1 . In 1953, when visiting his daughter’s maths class, the Harvard psychologist B.F. Skinner found every pupil learning the same topic in the same way at the same speed. Later, he built his first “teaching machine”, which let children tackle questions at their own pace. Since then, education technology (edtech) has repeated the cycle of hype and flop (炒作和失败), even as computers have reshaped almost every other part of life.
Softwares to “personalize” learning can help hundreds of millions of children stuck in miserable classes—but only if edtech supporters can resist the temptation to revive harmful ideas about how children learn. Alternatives have so far failed to teach so many children as efficiently as the conventional model of schooling, where classrooms, hierarchical year-groups, standardized curriculums and fixed timetables are still the typical pattern for most of the world’s nearly 1.5 billion schoolchildren. Under this pattern, too many do not reach their potential. That condition remained almost unchanged over the past 15 years, though billions have been spent on IT in schools during that period.
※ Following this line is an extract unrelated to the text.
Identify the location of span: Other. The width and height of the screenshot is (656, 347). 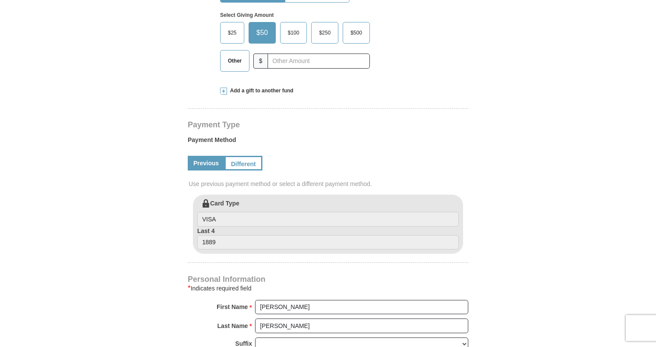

What really matters then? The answer is how edtech is used. One way it can help is through tailor-made instruction. Reformers think edtech can put individual attention within reach of all pupils. The other way edtech can aid learning is by making schools more productive. In California schools, instead of textbooks, pupils have “playlists”, which they use to access online lessons and take tests. The software assesses children’s progress, lightening teachers’ marking load and allowing them to focus on other tasks. A study suggested that children in early adopters of this model score better in tests than their peers at other schools.
Such innovation is welcome. But making the best of edtech means getting several things right. First, “personalized learning” must follow the evidence on how children learn. It must not be an excuse to revive pseudoscientific ideas such as “learning styles”: the theory that each child has a particular way of taking in information. This theory gave rise to government-sponsored schemes like Brain Gym, which claimed that some pupils should stretch or bend while doing sums. A less consequential falsehood is that technology means children do not need to learn facts or learn from a teacher—instead they can just use Google. Some educationalists go further, arguing that facts get in the way of skills such as creativity. Actually, the opposite is true. According to studies, most effective ways of boosting learning nearly all relied on the craft of a teacher.
Second, edtech must narrow, rather than widen, inequalities in education. Here there are grounds for optimism. Some of the pioneering schools are private ones in Silicon Valley. But many more are run by charter-school groups teaching mostly poor pupils, where laggards (成绩落后者) make the most progress relative to their peers in normal classes. A similar pattern can be observed outside America.
Third, the potential for edtech will be realized only if teachers embrace it. They are right to ask for evidence that products work. But skepticism should not turn into irrational opposition. Given what edtech promises today, closed-mindedness has no place in the classroom.
1. According to the passage, education technology can ________.A.decrease teachers’ working load |
B.facilitate personalized learning |
C.help standardize curriculums |
D.be loved by schoolchildren |
A.The students who are better at memorization tend to be less creative. |
B.Schools with bans on phones have better results than high-tech ones. |
C.Shakespeare was trained in grammar but he penned many great plays. |
D.Lu Xun’s creativity was unlocked after he gave up studying medicine. |
A.at the service of teaching |
B.limited in use among pupils |
C.aimed at narrowing the wealth gap |
D.in line with students’ learning styles |
A.To stress the importance of edtech. |
B.To introduce the application of edtech. |
C.To discuss how to get the best out of edtech. |
D.To appeal for more open-mindedness to edtech. |
A./;that | B.that; which |
C.that; what | D./; which |
1. 我们再怎么强调保护眼睛的重要性也不为过。
2. 无可否认,我们的生活品质已经变得越来越糟。
3. 全世界都知道树木在环境保护中起着非常重要的作用。
4. 时间是如此珍贵,我们不能浪费它。
5. 虽然我们的国家很富有,但是我们的生活质量却令人很不满意。
--It was on the very farm ___ we once worked.
A.that | B.which |
C.what | D.where |
A.devoted to doing | B.devoted to do |
C.devoting to do | D.is devoted to doing |
A.what; that | B.that; what |
C.that; that | D./ ; that |
![](https://img.xkw.com/dksih/QBM/2017/2/22/1629456199819264/1715331713220608/STEM/3279cd03e3334dc19b48ec20be49685d.png?resizew=407)
注意:
1、对所给提示,不要简单翻译,可适当增加细节,使行文连贯
2、词数150左右,开头已给出,不计入总词数。
3、植入广告:product placement
The 2010 Spring Festival Gala has set records for TV commercial rates, which accordingly has caused heated discussions due to product placement in the programmes.